The sea front at Morecambe

While the town took its name from the bay, Eric Morecambe took his name from the town where he was born in 1926. John Eric Bartholomew, as he was then, met Ernest Wiseman in 1940 and the double act of Bartholomew and Wiseman was born. Separated for a while by national service, they reunited, changed their names to Morecambe and Wise and the rest is history.

The Morecambe and Wise show was a Saturday prime time fixture for well over a decade and the Christmas special was compulsory viewing. With a script that was not actually replete with jokes, Eric’s clowning and ad-libbing regularly reduced my mother to a quivering heap. The quality of guests was legendary, serious actors, like Judi Dench and Glenda Jackson, serious musicians, like André Previn, and serious politicians, like Harold Wilson, queued up to be the butt of their jokes.

Eric died in 1984, the month after Tommy Cooper. Like Cooper he died of a heart attack, but unlike Cooper he managed to finish his show before collapsing backstage.

A statue of Eric Morecambe by sculptor Graham Ibbeson has pride of place on the town’s sea front. Before the Olympics the Queen did not do guests spots on other people’s shows, but she did came to Morecambe to unveil Eric’s statue in 1999.

Eric Morecambe on the Morecambe Sea Front

Eric and Ernie brought the double act to such a pitch of perfection they effectively killed it. Humour does not always cross the generations, but my mother was one of his greatest fans and my daughter can sometimes be heard quoting him, though she was only three when he died.

Stan Laurel, Ulverston, Cumbria


Cumbria
Traditionally a detached part of Lancashire, but since 1972 officially Cumbria, the Furness peninsula is a strange sort of place. Travelling south, the Lake District hills flatten out into land scarred by ancient glacial activity, riven by broad sandy estuaries and fringed by desolate salt marshes. The unlovely industrial town of Barrow lies at the tip of the peninsula while at the base is the small, neat market town of Ulverston.

County Square is hardly the focal point of the cluster of handsome old buildings that make up central Ulverston, but it does seem to be considered the town centre.

County Square, Ulverston

Stan Laurel was born Stanley Arthur Jefferson in Ulverston in 1886. He came from a theatrical family, went into the business straight from school and joined Fred Karno’s troupe in 1910. In 1912 he toured America with the troupe (which also included Charlie Chaplin) and decided to stay. He was already a well-established actor and film director when he started working with Oliver Hardy in the late 1920s.

The statue of Stan and Ollie that stands outside Coronation Hall is, like that of Eric Morecambe, by Graham Ibbeson. It was unveiled by Ken Dodd in 2009.

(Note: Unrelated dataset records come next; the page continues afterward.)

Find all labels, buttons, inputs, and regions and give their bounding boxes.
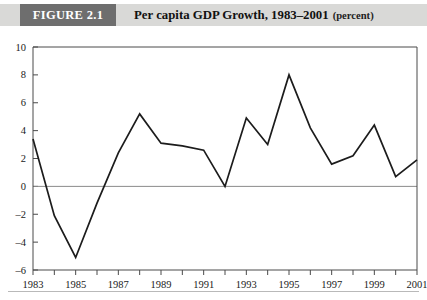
figure-caption-unit: (percent) (333, 10, 374, 21)
x-tick-label: 1993 (236, 279, 257, 290)
x-tick-label: 1985 (65, 279, 86, 290)
y-tick-label: 10 (16, 42, 27, 53)
y-tick-label: 6 (21, 97, 26, 108)
x-tick-label: 1987 (108, 279, 129, 290)
y-tick-label: 4 (21, 125, 27, 136)
figure-number-badge: FIGURE 2.1 (20, 4, 116, 26)
x-tick-label: 1995 (279, 279, 300, 290)
y-tick-label: –2 (15, 209, 27, 220)
y-tick-label: –4 (15, 237, 27, 248)
x-tick-label: 1997 (321, 279, 342, 290)
y-axis-tick-labels: –6–4–20246810 (15, 42, 27, 276)
bottom-rule (8, 291, 419, 292)
y-axis-tick-marks (33, 47, 38, 270)
x-tick-label: 1989 (151, 279, 172, 290)
y-tick-label: 8 (21, 69, 26, 80)
gdp-growth-line (33, 75, 417, 258)
x-axis-tick-marks (33, 270, 417, 275)
figure-caption-title: Per capita GDP Growth, 1983–2001 (134, 8, 329, 23)
line-chart: –6–4–20246810 19831985198719891991199319… (0, 26, 427, 300)
x-tick-label: 1999 (364, 279, 385, 290)
x-axis-tick-labels: 1983198519871989199119931995199719992001 (23, 279, 427, 290)
x-tick-label: 1991 (193, 279, 214, 290)
figure-header: FIGURE 2.1 Per capita GDP Growth, 1983–2… (0, 4, 427, 26)
plot-frame (33, 47, 417, 270)
x-tick-label: 1983 (23, 279, 44, 290)
figure-caption: Per capita GDP Growth, 1983–2001 (percen… (134, 4, 374, 26)
chart-region: –6–4–20246810 19831985198719891991199319… (0, 26, 427, 300)
x-tick-label: 2001 (407, 279, 427, 290)
y-tick-label: 2 (21, 153, 26, 164)
y-tick-label: 0 (21, 181, 26, 192)
y-tick-label: –6 (15, 265, 27, 276)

Stan Laurel and Oliver Hardy outside Coronation Hall, Ulverston

Ulverston also has a Laurel and Hardy museum, but it was closed for ‘major refurbishment’ when we visited – what did we expect on a cold wet January morning? Laurel and Hardy were no doubt funny in their day, but I doubt modern audiences find much to laugh at. That said, they were innovators in their field, they were the first major double act in film history, and they were successful in both silent and talking pictures, so they must have had something.

My mother met them when they were touring Britain in the late 1940s. They came to the Ideal Home exhibition and visited the stand where she was demonstrating cookery techniques. Her verdict: ‘a pair of silly old fools.’